There is just so much television content. The material that breaks through the clutter is, sometimes, the big-budget, high-concept, star-driven series and sometimes it is the small, almost hand-crafted series that, with an authentic, idiosyncratic take on life and the world as it is – not the world as seen on formulaic TV – resonates softly but memorably.
The FX series Atlanta belongs in the latter category. Subtle, non-glossy and unpretentious, a slice of ordinary life in Atlanta, it emerged fully formed and unitary, carefully hatched.
SMILF (The Movie Network, Sundays 10 p.m. ET, Wednesdays 9 p.m. ET and streaming on Crave TV) aims for the same niche. It feels distinctly artisanal, anchored in lived experience. It is about life seen through the lens of someone with a keen eye for magic in the mundane and a deep empathy for the unlucky. It's still trying to find its feet, this little show (made for Showtime in the United States), but even in its baby steps it is playful, inventive and as heartbreaking as it is funny.

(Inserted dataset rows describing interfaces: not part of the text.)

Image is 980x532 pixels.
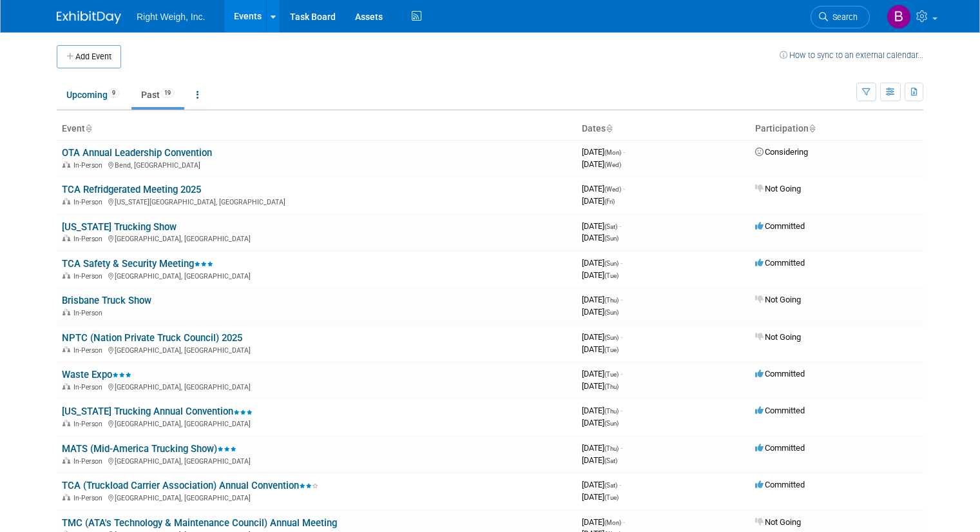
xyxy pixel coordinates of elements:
[605,185,621,193] span: (Wed)
[132,82,184,107] a: Past19
[582,159,621,169] span: [DATE]
[605,198,615,205] span: (Fri)
[755,332,801,341] span: Not Going
[63,457,70,464] img: In-Person Event
[63,494,70,500] img: In-Person Event
[62,233,572,243] div: [GEOGRAPHIC_DATA], [GEOGRAPHIC_DATA]
[606,123,612,133] a: Sort by Start Date
[605,149,621,156] span: (Mon)
[63,161,70,168] img: In-Person Event
[582,221,621,231] span: [DATE]
[605,346,619,353] span: (Tue)
[57,45,121,68] button: Add Event
[57,118,577,140] th: Event
[160,88,174,98] span: 19
[62,147,212,158] a: OTA Annual Leadership Convention
[582,332,622,341] span: [DATE]
[811,6,870,29] a: Search
[755,258,805,267] span: Committed
[62,344,572,355] div: [GEOGRAPHIC_DATA], [GEOGRAPHIC_DATA]
[605,235,619,241] span: (Sun)
[623,184,625,194] span: -
[62,517,337,528] a: TMC (ATA's Technology & Maintenance Council) Annual Meeting
[620,258,622,267] span: -
[582,418,619,428] span: [DATE]
[63,383,70,389] img: In-Person Event
[620,332,622,341] span: -
[57,11,121,24] img: ExhibitDay
[74,235,107,243] span: In-Person
[582,258,622,267] span: [DATE]
[582,233,619,242] span: [DATE]
[605,494,619,500] span: (Tue)
[63,235,70,241] img: In-Person Event
[582,480,621,489] span: [DATE]
[619,480,621,489] span: -
[605,519,621,526] span: (Mon)
[582,344,619,354] span: [DATE]
[62,332,242,344] a: NPTC (Nation Private Truck Council) 2025
[623,517,625,527] span: -
[62,492,572,502] div: [GEOGRAPHIC_DATA], [GEOGRAPHIC_DATA]
[62,270,572,280] div: [GEOGRAPHIC_DATA], [GEOGRAPHIC_DATA]
[750,118,923,140] th: Participation
[74,309,107,317] span: In-Person
[620,443,622,453] span: -
[582,196,615,205] span: [DATE]
[62,196,572,206] div: [US_STATE][GEOGRAPHIC_DATA], [GEOGRAPHIC_DATA]
[605,260,619,267] span: (Sun)
[605,272,619,279] span: (Tue)
[85,123,91,133] a: Sort by Event Name
[74,346,107,355] span: In-Person
[755,480,805,489] span: Committed
[108,88,119,98] span: 9
[755,184,801,194] span: Not Going
[63,346,70,352] img: In-Person Event
[62,381,572,391] div: [GEOGRAPHIC_DATA], [GEOGRAPHIC_DATA]
[755,443,805,453] span: Committed
[74,494,107,502] span: In-Person
[63,309,70,315] img: In-Person Event
[62,369,132,380] a: Waste Expo
[755,294,801,304] span: Not Going
[809,123,815,133] a: Sort by Participation Type
[74,272,107,280] span: In-Person
[62,418,572,428] div: [GEOGRAPHIC_DATA], [GEOGRAPHIC_DATA]
[605,481,617,489] span: (Sat)
[582,307,619,316] span: [DATE]
[755,369,805,378] span: Committed
[582,492,619,501] span: [DATE]
[74,383,107,391] span: In-Person
[62,294,152,306] a: Brisbane Truck Show
[62,455,572,465] div: [GEOGRAPHIC_DATA], [GEOGRAPHIC_DATA]
[62,405,252,417] a: [US_STATE] Trucking Annual Convention
[582,517,625,527] span: [DATE]
[619,221,621,231] span: -
[582,443,622,453] span: [DATE]
[605,408,619,414] span: (Thu)
[582,147,625,157] span: [DATE]
[605,457,617,464] span: (Sat)
[780,50,923,60] a: How to sync to an external calendar...
[582,381,619,391] span: [DATE]
[582,455,617,464] span: [DATE]
[582,270,619,280] span: [DATE]
[755,221,805,231] span: Committed
[62,184,201,195] a: TCA Refridgerated Meeting 2025
[62,258,213,269] a: TCA Safety & Security Meeting
[63,272,70,278] img: In-Person Event
[62,221,177,233] a: [US_STATE] Trucking Show
[582,405,622,415] span: [DATE]
[62,443,236,454] a: MATS (Mid-America Trucking Show)
[62,159,572,169] div: Bend, [GEOGRAPHIC_DATA]
[74,419,107,428] span: In-Person
[582,294,622,304] span: [DATE]
[605,297,619,304] span: (Thu)
[605,371,619,377] span: (Tue)
[605,419,619,427] span: (Sun)
[582,369,622,378] span: [DATE]
[755,405,805,415] span: Committed
[74,198,107,206] span: In-Person
[605,334,619,341] span: (Sun)
[62,480,319,491] a: TCA (Truckload Carrier Association) Annual Convention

SMILF is a comedy in the realistic tradition, created, written and directed by Frankie Shaw, an actress and writer who has had supporting roles in Mr. Robot and Mixology and in independent films. Here she plays a version of herself as Bridgette Bird, a beleaguered single mom and plugging-away actress in South Boston. She has a young, biracial child named Larry, and the dad, Rafi (Miguel Gomez from The Strain), stops by for a few minutes daily when he can. But, mostly, Bridgette is alone with the kid, lonely and broke.

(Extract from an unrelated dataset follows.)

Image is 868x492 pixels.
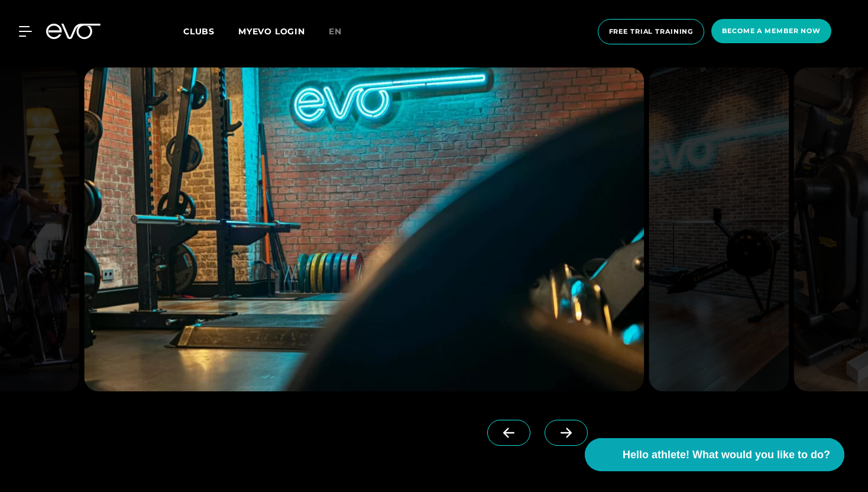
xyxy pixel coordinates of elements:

The other two main figures in her life are her distinctly odd mother (Rosie O'Donnell), who might be on the brink of mental illness and a well-off woman (Connie Britton) for whose kids Bridgette acts as occasional nanny and tutor. Bridgette is immensely smart and well-read, not at all cut out for life as a broke, often sad-sack single mom. She's afraid she's whining too much about her lot in life. She's worn down by life on the poverty line, hasn't had a relationship since she was pregnant and desperately wants to have sex again. This latter problem leads to some very foolish, inappropriate advances toward unsuitable men. In such scenes her language is salty and her desperation smarting like a sore wound. She has an eating disorder too, but finds the meetings to discuss the issue formidably boring.
What makes SMILF truly stand-out is its casual depiction of the barbarity of life for the working poor in the United States. The endless worries about health insurance, the endless lineup waits at walk-in clinics, the dizzying experience of looking at food prices in a supermarket and trying to figure out what you can afford.
The show is a microcosm of what happens to women of a working-class background as they age, try not to become invisible or unattractive and use their wits to survive mentally. If there's an issue with the series, it's that the first episodes suggest Bridgette is simply a victim, terribly trapped, and there is a bleakness to it under the often rude humour.
Over several episodes, however, it develops dramatically and tonally. Bridgette becomes far more than the victim and even Rafi's girlfriend, a seemingly absurd, shallow social-media star (she's named Nel, after Nelson Mandela), emerges as a complicated, multidimensional figure.
Not long ago SMILF would have been highly unusual, perhaps catastrophically so. It's intimate, melancholy and rude. The interests of its characters are almost outlandish – Bridgette's mom likes watching, over and over again, the opening of Angela's Ashes, that bit about no childhood being more miserable than a wet Irish childhood. People clip coupons to save money on groceries; not as figures of fun or strangeness, but as people living life as ordinary people live it. There's indignity in it all, but it's up to the viewer to see that. No theme or stance is pushed abrasively at you.
Ambitious but not always reaching the target, cool, laconic, dryly funny and about the fortitude of women, SMILF will not be to everyone's taste. Nor is it meant to be. It's too small scale and lacking in obvious laughs for that. But it sure is illustrative of the best kind of television being made right now.